These are the poets and writers who have been killed in Gaza.
One of my dreams is for my books and my writings to travel the world, for my pen to have wings so that no unstamped passport or visa rejection can hold it back.
Another dream of mine is to have a small family, to have a little son who looks like me and to tell him a bedtime story as I rock him in my arms.
Since October 7, Israel has killed at least thirteen Palestinian poets and writers in Gaza.
If we think of ourselves as a global literary community, then these people were our fellow travelers, our peers.
They—just like the more than 66 Palestinian journalists killed in Gaza in the line of duty; just like every one of the more than 21,000 innocent people massacred in Gaza, the West Bank, and Israel over the past 75 days—deserve to be remembered.
Here is who they were:
Novelist, poet, and educator Heba Abu Nada, a beloved figure in the Palestinian literary community and the author of the novel Oxygen is Not for the Dead, was killed by an Israeli airstrike in southern Gaza on October 20.
In her final Facebook post, published on October 8, the author wrote:
Gaza’s night is dark apart from the glow of rockets, quiet apart from the sound of the bombs, terrifying apart from the comfort of prayer, black apart from the light of the martyrs. Good night, Gaza.
Abu Nada was educated at Islamic University, Gaza, where she was awarded a bachelor’s degree of biochemistry. She went on to receive a master’s degree in clinical nutrition from Al-Azhar University, Gaza. In 2017, Abu Nada won the Sharjah Award for Arab Creativity for Oxygen is Not for the Dead.
You can read two of her final poems, translated from the original Arabic by Huda Fakhreddine, here and here.
Omar Abu Shaweesh
The poet, novelist, and community activist Omar Faris Abu Shaweesh was killed on October 7th during the shelling of the Nuseirat refugee camp in Gaza.

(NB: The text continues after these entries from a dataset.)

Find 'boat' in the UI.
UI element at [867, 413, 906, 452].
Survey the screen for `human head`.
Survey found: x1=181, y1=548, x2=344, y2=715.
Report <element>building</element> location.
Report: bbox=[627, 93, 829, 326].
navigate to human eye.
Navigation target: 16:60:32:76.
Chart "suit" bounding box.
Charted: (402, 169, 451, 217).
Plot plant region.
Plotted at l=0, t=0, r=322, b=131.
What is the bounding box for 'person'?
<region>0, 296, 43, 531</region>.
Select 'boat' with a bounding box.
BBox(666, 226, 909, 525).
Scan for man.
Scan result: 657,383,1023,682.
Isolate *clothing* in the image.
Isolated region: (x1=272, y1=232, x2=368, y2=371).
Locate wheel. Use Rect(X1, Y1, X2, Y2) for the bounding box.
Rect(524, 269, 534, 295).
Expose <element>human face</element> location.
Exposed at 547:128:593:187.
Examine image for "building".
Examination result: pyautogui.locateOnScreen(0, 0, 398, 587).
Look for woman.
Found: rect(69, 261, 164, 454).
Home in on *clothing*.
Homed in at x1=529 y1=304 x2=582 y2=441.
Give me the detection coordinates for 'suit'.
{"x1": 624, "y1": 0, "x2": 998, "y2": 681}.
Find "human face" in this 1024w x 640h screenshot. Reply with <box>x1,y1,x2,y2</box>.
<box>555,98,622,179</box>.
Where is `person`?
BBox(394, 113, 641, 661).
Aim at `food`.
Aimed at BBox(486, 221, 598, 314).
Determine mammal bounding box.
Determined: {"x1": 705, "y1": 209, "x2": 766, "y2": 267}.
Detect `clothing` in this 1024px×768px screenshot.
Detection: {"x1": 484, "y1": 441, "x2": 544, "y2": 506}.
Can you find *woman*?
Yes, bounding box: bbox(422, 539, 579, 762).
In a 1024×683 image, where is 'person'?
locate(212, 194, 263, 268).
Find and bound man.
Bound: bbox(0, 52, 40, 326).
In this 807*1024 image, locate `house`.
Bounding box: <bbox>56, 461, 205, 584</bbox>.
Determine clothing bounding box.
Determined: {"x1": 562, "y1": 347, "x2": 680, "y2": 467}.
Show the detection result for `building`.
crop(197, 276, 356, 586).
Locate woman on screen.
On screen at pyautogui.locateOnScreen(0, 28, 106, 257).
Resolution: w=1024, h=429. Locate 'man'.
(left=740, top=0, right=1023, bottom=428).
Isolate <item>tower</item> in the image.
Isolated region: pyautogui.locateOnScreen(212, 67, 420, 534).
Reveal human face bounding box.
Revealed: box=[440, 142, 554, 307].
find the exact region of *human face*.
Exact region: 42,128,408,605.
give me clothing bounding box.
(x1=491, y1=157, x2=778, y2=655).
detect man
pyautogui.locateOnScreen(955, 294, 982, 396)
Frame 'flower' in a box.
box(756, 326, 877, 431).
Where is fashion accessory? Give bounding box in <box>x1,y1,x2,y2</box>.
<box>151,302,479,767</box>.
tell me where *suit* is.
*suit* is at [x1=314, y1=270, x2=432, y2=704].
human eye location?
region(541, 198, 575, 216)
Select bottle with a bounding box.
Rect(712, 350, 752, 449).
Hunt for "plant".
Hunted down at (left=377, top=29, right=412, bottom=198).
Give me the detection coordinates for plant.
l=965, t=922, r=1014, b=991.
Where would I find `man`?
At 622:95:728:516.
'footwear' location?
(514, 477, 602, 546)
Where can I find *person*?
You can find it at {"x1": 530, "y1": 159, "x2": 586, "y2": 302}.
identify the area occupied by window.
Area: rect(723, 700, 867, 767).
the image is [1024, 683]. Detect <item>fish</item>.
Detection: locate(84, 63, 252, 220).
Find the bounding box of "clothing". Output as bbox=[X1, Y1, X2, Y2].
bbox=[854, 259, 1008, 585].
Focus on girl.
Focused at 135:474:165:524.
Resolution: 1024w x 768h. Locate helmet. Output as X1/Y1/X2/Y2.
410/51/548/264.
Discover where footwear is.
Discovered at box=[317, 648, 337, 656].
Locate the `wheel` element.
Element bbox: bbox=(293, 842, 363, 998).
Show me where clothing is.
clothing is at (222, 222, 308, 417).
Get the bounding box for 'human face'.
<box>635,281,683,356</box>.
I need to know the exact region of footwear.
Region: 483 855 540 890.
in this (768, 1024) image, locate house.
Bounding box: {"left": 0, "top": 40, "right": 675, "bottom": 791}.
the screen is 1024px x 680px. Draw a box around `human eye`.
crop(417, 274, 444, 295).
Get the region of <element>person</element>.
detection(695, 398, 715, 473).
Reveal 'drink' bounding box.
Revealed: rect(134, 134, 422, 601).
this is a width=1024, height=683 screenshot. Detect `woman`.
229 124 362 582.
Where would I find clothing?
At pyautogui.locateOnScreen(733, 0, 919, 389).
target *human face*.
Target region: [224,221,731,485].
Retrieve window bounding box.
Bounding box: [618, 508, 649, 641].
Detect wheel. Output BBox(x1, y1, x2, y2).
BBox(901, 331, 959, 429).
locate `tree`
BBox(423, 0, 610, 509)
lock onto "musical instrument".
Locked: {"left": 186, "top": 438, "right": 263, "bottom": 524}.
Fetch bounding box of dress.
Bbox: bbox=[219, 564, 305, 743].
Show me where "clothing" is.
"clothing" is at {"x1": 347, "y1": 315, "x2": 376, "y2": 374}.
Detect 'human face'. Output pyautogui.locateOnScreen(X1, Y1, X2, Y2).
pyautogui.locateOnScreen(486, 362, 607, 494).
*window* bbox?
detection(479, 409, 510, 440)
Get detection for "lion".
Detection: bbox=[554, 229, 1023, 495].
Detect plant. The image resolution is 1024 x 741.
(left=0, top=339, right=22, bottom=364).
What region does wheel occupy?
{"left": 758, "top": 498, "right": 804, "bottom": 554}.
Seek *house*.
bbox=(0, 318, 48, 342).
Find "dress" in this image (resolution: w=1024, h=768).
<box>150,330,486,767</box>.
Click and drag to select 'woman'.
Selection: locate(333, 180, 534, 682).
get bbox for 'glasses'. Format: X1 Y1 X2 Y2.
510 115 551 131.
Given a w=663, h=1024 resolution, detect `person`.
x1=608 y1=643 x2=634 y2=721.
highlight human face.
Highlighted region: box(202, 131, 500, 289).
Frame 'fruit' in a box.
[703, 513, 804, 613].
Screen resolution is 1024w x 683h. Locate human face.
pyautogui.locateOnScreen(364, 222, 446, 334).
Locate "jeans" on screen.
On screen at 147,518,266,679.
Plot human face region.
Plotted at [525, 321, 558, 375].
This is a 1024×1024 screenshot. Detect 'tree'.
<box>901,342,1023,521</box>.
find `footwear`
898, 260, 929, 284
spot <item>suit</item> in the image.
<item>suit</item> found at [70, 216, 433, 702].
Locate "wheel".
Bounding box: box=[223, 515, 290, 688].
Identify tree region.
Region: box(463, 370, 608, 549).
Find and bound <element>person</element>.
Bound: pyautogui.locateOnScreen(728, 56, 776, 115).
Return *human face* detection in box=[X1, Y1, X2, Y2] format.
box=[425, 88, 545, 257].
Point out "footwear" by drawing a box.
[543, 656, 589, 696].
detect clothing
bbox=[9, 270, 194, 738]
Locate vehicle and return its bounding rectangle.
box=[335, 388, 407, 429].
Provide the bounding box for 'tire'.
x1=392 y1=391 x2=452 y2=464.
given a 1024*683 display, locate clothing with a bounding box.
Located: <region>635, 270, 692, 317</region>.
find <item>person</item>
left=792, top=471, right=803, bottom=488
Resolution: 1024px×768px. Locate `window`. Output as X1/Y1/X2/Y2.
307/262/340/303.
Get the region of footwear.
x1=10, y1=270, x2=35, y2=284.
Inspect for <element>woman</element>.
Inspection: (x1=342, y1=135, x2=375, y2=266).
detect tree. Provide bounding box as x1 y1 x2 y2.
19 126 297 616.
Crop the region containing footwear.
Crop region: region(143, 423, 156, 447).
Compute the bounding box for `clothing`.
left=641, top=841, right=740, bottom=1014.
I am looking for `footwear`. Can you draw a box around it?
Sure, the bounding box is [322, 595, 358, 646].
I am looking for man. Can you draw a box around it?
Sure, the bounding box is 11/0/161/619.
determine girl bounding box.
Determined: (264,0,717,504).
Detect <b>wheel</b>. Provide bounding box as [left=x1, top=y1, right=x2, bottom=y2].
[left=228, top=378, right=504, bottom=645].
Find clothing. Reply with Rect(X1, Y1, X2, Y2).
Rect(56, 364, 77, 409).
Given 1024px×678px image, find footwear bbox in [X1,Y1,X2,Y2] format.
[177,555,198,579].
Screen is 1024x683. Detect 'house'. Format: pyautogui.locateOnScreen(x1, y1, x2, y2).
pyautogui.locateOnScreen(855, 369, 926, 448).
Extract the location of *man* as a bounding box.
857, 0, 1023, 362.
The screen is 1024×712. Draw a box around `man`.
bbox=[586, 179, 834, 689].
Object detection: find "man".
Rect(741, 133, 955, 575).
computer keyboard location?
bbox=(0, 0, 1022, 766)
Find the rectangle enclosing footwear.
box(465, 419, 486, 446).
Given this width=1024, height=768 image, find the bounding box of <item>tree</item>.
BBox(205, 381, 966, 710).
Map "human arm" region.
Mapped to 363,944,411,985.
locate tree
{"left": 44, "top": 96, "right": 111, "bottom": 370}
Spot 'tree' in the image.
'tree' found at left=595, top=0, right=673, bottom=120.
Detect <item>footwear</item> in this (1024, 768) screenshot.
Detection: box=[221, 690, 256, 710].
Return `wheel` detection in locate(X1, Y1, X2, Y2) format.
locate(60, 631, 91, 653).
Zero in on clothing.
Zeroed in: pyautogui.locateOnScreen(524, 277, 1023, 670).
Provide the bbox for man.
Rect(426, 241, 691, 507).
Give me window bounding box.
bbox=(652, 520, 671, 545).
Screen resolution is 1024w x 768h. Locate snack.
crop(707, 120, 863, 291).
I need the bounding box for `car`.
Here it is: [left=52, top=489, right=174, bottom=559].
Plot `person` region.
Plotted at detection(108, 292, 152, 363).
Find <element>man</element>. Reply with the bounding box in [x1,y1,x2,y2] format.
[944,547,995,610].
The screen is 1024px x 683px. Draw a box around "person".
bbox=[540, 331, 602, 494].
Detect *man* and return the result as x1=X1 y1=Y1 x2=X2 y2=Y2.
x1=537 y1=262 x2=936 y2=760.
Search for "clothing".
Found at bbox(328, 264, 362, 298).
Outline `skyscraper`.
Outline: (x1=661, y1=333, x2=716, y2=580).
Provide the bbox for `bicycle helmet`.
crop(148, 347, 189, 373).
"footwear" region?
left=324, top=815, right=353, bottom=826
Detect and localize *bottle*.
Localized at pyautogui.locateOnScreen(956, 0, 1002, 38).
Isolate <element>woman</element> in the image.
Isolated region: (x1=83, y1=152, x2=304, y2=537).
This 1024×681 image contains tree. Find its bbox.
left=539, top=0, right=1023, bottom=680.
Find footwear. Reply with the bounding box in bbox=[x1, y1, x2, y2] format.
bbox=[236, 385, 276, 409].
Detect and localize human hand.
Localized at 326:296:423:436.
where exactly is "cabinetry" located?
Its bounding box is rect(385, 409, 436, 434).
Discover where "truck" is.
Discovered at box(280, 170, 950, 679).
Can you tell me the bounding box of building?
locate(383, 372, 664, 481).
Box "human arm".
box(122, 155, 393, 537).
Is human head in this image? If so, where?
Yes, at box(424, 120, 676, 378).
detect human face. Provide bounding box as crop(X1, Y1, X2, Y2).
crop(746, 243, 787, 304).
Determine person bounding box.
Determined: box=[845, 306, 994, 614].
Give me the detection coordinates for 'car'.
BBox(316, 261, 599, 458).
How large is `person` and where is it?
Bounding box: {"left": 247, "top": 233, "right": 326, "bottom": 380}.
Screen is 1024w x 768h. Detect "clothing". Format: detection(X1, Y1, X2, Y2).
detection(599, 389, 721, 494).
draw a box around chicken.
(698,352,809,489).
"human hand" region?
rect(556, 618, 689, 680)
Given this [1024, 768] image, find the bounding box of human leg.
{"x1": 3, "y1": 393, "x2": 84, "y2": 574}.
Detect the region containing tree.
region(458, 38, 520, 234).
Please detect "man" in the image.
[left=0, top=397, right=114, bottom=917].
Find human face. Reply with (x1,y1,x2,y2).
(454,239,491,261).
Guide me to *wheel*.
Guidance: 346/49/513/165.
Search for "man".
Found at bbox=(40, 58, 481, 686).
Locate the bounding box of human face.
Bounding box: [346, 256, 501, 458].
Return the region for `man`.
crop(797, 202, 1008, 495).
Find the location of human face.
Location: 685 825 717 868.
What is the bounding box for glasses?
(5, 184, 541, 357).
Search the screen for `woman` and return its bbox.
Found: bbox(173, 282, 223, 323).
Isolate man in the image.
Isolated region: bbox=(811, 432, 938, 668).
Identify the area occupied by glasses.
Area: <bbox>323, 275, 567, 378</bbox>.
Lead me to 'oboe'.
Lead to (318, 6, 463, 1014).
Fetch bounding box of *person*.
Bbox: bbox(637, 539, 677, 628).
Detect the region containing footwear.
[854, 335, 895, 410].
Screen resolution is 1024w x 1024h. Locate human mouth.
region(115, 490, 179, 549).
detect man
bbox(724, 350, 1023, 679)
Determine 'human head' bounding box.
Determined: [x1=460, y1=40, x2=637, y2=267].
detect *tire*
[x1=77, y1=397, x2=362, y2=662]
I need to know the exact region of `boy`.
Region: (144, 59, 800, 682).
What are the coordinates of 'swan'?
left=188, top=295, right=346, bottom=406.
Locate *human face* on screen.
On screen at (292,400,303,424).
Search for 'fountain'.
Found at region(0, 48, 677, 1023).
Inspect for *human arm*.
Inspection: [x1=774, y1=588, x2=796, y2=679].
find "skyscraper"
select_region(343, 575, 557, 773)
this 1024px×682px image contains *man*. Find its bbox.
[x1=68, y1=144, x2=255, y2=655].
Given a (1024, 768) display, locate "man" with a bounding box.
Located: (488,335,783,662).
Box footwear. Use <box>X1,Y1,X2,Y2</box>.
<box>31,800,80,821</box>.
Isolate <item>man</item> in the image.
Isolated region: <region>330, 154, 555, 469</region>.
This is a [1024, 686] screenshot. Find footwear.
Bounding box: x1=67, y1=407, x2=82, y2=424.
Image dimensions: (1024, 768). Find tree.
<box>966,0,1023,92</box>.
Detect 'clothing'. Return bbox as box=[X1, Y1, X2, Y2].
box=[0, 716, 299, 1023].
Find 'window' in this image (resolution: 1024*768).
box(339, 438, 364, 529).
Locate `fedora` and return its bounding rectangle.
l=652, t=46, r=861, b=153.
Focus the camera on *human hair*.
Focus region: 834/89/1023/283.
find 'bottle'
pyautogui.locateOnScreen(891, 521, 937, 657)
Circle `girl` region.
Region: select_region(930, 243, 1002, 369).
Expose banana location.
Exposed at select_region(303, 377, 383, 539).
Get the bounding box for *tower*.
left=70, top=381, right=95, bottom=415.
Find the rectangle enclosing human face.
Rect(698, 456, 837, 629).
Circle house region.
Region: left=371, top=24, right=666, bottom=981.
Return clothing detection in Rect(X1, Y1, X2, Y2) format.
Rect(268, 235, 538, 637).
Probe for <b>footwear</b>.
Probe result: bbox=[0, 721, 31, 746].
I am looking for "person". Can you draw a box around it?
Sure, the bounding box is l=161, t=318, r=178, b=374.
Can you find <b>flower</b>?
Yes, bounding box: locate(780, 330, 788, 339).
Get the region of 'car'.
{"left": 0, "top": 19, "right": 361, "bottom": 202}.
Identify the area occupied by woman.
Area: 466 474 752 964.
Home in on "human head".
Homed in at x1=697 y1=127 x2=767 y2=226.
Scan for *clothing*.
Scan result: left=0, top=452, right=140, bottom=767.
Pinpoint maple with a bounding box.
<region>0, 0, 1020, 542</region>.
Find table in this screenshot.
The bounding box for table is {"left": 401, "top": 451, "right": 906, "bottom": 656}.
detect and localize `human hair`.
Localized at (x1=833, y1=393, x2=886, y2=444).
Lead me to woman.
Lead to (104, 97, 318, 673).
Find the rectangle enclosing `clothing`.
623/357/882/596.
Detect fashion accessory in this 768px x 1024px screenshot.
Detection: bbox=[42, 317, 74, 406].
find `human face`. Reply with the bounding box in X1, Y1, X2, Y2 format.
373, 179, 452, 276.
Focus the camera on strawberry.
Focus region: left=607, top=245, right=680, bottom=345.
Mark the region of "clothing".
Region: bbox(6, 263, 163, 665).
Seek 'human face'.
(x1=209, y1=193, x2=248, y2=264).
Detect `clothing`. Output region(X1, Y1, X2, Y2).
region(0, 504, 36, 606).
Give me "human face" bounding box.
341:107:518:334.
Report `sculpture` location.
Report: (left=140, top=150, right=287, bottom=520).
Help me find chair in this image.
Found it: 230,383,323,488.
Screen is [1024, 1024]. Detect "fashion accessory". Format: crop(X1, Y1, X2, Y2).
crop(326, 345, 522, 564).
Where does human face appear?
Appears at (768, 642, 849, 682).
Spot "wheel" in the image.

Abu Shaweesh co-founded several youth associations and won multiple local and international awards, including the “Best National Song of the Year 2007” award at the International Festival of National Song and Heritage in Jordan, and the “Distinguished Volunteer and Ideal Young” award in 2010 at the Sharek Youth Forum in Palestine. He was also given the “Distinguished Arab Youth in the Field of Media, Journalism and Culture” award by the Arab Youth Council for Integrated Development of the Arab League in 2013.
He published a number of collections of poetry, as well as a novel, Alā qayd al-mawt (2016).
On December 6, the poet, writer, literature professor, and activist Dr. Refaat Alareer was killed in a targeted Israeli airstrike that also killed his brother, his sister, and four of her children. He is survived by his wife, Nusayba, and their children.
Alareer was a professor of literature and creative writing at the Islamic University of Gaza, where he taught since 2007.
He was the co-editor of Gaza Unsilenced (2015) and the editor of Gaza Writes Back: Short Stories from Young Writers in Gaza, Palestine (2014). In his contribution to the 2022 collection Light in Gaza: Writings Born of Fire, titled “Gaza Asks: When Shall this Pass?”, Refaat writes:
It shall pass, I keep hoping. It shall pass, I keep saying. Sometimes I mean it. Sometimes I don’t. And as Gaza keeps gasping for life, we struggle for it to pass, we have no choice but to fight back and to tell her stories. For Palestine.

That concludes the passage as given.